Additionally, support for retrieving OCR text bounding rectangles in image pixel coordinates rather than PDF coordinate space has been added, removing the need for manual conversion when working at the image level.
Huge .NET Performance Gains
For .NET, the performance of the ONNX engine is massively improved thanks to some clever optimizations. Most significantly, a wrapper for Java’s FloatBuffer class was created to prevent the copying of huge float data arrays for models. Additional improvements to general image handling and processing brought some nice wins, resulting in blazing-fast performance on both Java and .NET.
Breaking Changes
Since this is a major version release, you can expect some breaking changes. The most important change is to split up and rename the module for pdfOCR’s ONNX engine.
Since we now support more than simply docTR ONNX models, the pdf-ocr-onnxtr package has been renamed and split into pdf-ocr-onnx-abstract and pdfocr-onnx-cpu. This change also accommodates for GPU acceleration using the onnxruntime_gpu package.
See the breaking changes for details on the differences from previous releases of pdfOCR.
pdfXFA 5.0.6
For this release, a customer-reported bug was fixed where a rare infinite loop when laying out certain large text fields across multiple pages could occur.

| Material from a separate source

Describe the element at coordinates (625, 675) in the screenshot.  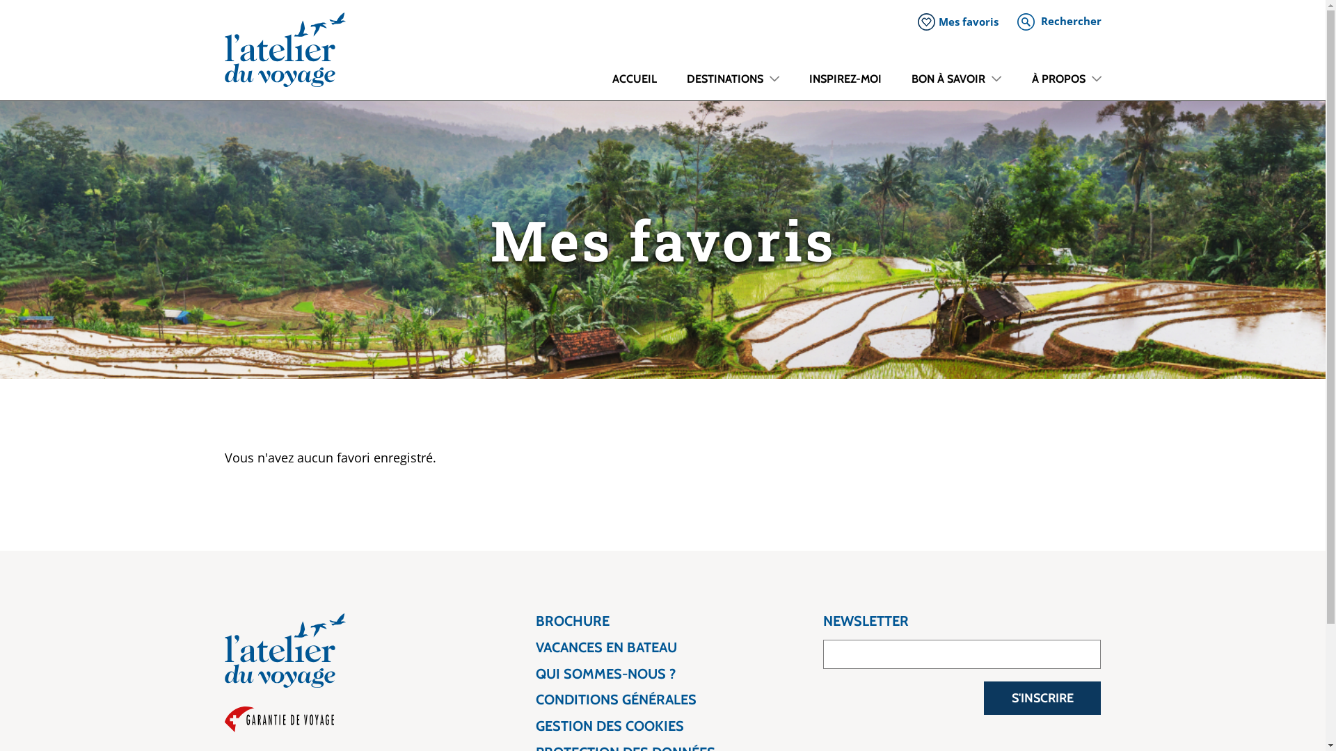
I see `QUI SOMMES-NOUS ?` at that location.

Patch Releases for Compatibility
pdfCalligraph 5.0.6
Patch release to maintain compatibility with iText Core 9.6.0 dependencies.
pdfOptimizer 4.1.3
Patch release to maintain compatibility with iText Core 9.6.0 dependencies.
pdfSweep 5.0.6
Patch release to maintain compatibility with iText Core 9.6.0 dependencies.
Pull Requests
For this release we’d like to thank schallb for their contribution to improve LocationTextExtractionStrategy (Java/.NET) by adding support for custom element and newline separators.
As the author describes, they needed a way to better distinguish between spaces and newlines that are part of the extracted text, and the separators inserted by iText when it decides a word boundary or new line between chunks exists. Thanks to this change, the separators inserted in the formatted extracted text can be overridden.
Showcase PDF
As always, we’ve made the iText Core release notes into a PDF document generated with the help of the pdfHTML add-on. This document demonstrates several iText capabilities in addition to HTML conversion, including digital signing, MAC protection, SVG rendering, layout features, font optimizations, and more.
Naturally, for this release we've utilized the improvements for WTPDF creation to ensure it meets the requirements for both the accessibility and reuse conformance levels. In addition, it is also compliant with the latest PDF/UA-2 standard for accessible PDF documents, as well as the PDF/A-4F archiving standard.
You can find the source code and resources we used to create it embedded in the document. Alternatively, we have a public repository where you can find an example .NET project to automatically generate accessible PDF documents from suitable web pages, applying the correct fonts, injecting custom content, generating a table of contents, and more.
Have fun!
Get Started with iText Suite 9.6
If you’re completely new to iText, we highly recommend our free 30-day trial. This lets you try out the entire iText Suite: so not just iText Core, but also all our open and closed source add-ons, completely free.
And because the trial is covered by the terms of our commercial license, you can rest assured your intellectual property is safe. The AGPLv3 conditions do not apply to commercial license holders, so your code can remain closed-source if that is a concern for you.